6+7 One new song is good. Two are better. So British musician and producer Kelly Lee Owens doubles your pleasure by releasing a pair of new cuts — the syncopated shapeshifter Let It Go and the spooky grooverider Omen — from her upcoming 12″ single. SAYS THE PRESS RELEASE:Let It Go is a high energy club track, featuring hard-hitting beats and Owens’ feathery vocals. “While working on my second album, I had my Room 1 Fabric DJ set coming up, so I decided to make a track for fun, to play out. There’s no better way of testing out new stuff than on that legendary sound system,” says Owens.” Once is not enough:


8 We’ve all been there: You didn’t have time to do laundry.
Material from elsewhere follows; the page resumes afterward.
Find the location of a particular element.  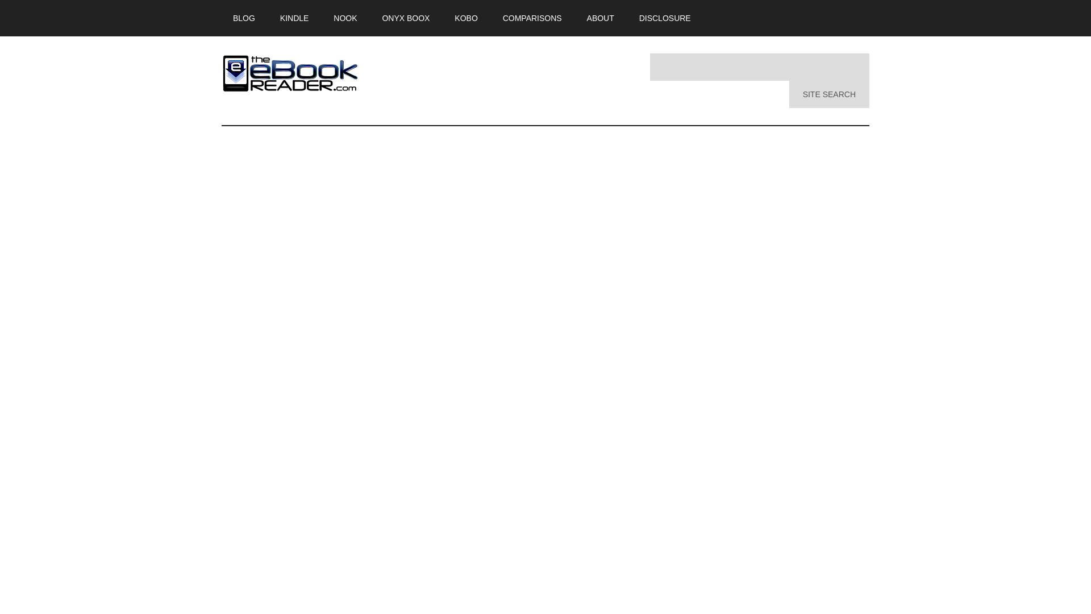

You ran out of clean clothes. So you ended up re-wearing the previous day’s duds. But did you ever think to turn the experience into a slow-moving indie-rock number? No? That’s the difference between you and Australian singer-songwriter Carla Geneve, whose song Yesterday’s Clothes comes from her self-titled June 7 EP — and isn’t really about laundry when you get right down to it. SAYS THE PRESS RELEASE:Yesterday’s Clothes is about falling out of love with someone and feeling guilty about it. I wrote it at time when I was burning the candle at both ends and had no energy left to try to deal with the end of a relationship. Most of the words came when I was doing a long drive back from some gig or another in regional WA. I’d been up all night and had to be somewhere the next day, so I hadn’t had a shower or changed clothes. When you’re on your own driving for hours and hours it’s hard to avoid thinking about stuff that you don’t want to, so I guess I wrote the song to try to come to terms with my thoughts and situation.” Try it on for size:


9 Brooklyn electro-pop singer-songwriter Elliot Lee is not to be confused with the British footballer of the same name. Not that you’d be likely to mix them up after hearing her excellent single Upside Down, which falls somewhere on the sonic, stylistic, musical and emotional spectrum between Billie Eilish and Twenty One Pilots. Which ain’t a bad place to be. SAYS THE PRESS RELEASE:Upside Down is about feeling like you are at the bottom of the world, always in the worst headspace and always running into obstacles in the path toward a fulfilling life, and wishing it could all be the exact opposite. The empowering track emits an uplifting feeling through its crispy beats and fast-paced vocals.” Goallllllllllllll!